These tags are defined using the GitHub releases.
The production builds are made using our CI/CD pipeline. The builds are available through TestFlight.
For example a production release of version v0.4.0
will have a tag 0.4.0 and a release on GitHub
In fact, the demo app has production releases, as an image of the library production release. The most interesting thing is the library version ; any production build is tagged and considered frozen.
We can make release candidate tags, without release. It means the release will come soon and is considered enough stable to be shipped. We add the -rc suffix with an integer value in the end, starting by 1, and incremented by 1 at each step.
For example a release candidate for a futur production release of version v0.4.0
will have a tag 0.4.0-rc1, then maybe 0.4.0-rc2, etc.
Our CI/CD pipeline make nightly builds each night.
The builds are available through TestFlight and are considered as beta builds. Snapshots tags are made for each builds: a ci
tags and a Test_Flight
tag. They are suffixed by the commit hash which has been pull for builds. In theory, a ci
tag means the stuff has already be built, and the Test_Flight
tag means the build has been uploaded. No releases on GitHub are created here, only lightweight tags.
For example a commit of hash 1ebf090fd64fc02e0a11c59296e3c32749e1351e
will have two snpashot tags: ci/1ebf090 and Test_Flight/1ebf090,
and will be used for a beta release during a nightly build
In few words, each night we build new stuff and people can test as beta previews.

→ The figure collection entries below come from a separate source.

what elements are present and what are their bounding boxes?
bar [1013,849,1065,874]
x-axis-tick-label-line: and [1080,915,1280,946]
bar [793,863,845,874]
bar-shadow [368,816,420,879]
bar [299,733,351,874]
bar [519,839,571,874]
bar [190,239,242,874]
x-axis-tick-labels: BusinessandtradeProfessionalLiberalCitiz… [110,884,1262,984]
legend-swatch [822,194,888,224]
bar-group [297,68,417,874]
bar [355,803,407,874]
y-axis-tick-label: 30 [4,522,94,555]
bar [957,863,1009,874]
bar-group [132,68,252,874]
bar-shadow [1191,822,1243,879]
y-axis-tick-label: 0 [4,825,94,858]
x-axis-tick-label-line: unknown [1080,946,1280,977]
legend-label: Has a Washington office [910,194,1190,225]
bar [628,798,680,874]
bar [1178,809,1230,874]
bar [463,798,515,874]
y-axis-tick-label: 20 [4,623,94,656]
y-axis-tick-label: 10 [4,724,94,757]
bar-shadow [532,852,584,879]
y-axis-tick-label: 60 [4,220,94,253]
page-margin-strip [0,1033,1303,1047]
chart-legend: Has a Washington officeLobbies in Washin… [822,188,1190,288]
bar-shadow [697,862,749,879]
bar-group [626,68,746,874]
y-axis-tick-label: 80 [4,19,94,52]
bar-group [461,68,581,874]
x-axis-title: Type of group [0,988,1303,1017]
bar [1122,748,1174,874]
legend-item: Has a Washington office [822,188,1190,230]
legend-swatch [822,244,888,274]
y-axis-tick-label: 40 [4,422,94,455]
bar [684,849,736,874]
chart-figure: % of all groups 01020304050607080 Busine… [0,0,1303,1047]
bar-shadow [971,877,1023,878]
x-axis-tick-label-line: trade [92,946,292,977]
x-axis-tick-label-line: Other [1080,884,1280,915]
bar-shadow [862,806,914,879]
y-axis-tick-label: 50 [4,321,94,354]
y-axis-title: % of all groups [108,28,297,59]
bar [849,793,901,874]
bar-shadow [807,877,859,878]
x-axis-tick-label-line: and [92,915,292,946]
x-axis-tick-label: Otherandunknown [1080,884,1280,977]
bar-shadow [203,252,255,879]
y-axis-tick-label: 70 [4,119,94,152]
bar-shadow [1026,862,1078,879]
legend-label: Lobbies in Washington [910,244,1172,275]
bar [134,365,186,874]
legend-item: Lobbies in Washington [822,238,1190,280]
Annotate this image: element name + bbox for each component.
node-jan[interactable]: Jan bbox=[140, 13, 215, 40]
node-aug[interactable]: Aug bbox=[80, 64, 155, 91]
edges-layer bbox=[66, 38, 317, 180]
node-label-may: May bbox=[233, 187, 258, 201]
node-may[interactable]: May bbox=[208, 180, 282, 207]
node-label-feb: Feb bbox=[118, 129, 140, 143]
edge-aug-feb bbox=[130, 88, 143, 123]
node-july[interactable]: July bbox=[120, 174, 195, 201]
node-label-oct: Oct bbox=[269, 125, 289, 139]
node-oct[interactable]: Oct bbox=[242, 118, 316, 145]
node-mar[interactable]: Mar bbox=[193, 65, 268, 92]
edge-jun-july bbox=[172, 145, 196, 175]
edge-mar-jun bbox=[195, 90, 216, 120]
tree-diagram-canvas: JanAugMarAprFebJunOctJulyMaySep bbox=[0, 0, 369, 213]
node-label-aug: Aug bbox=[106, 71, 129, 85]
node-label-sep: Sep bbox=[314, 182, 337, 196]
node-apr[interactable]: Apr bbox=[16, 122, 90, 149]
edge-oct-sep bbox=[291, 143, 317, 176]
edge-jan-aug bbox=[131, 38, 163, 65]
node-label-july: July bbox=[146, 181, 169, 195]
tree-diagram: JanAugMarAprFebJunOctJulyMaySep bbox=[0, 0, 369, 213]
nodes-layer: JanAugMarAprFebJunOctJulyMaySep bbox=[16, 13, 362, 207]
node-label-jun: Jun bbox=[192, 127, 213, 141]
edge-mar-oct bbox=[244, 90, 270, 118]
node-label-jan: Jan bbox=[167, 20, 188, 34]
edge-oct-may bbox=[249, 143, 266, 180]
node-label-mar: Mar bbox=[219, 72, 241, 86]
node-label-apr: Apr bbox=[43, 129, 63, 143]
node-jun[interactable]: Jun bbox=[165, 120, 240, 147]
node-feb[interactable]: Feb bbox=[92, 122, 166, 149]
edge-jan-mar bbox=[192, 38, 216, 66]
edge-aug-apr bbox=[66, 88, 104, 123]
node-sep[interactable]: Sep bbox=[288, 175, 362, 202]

Our CI/CD pipeline can make alpha builds using branches to pull and build. The builds are available through TestFlight. No tags nor release nor snapshots are done. Only on-demand builds. There are for people wanting to test the app as is, for some feature being implemented or needed to be reviewed before any merge. For example, accessibility experts, designers and product owner can ask for alpha builds.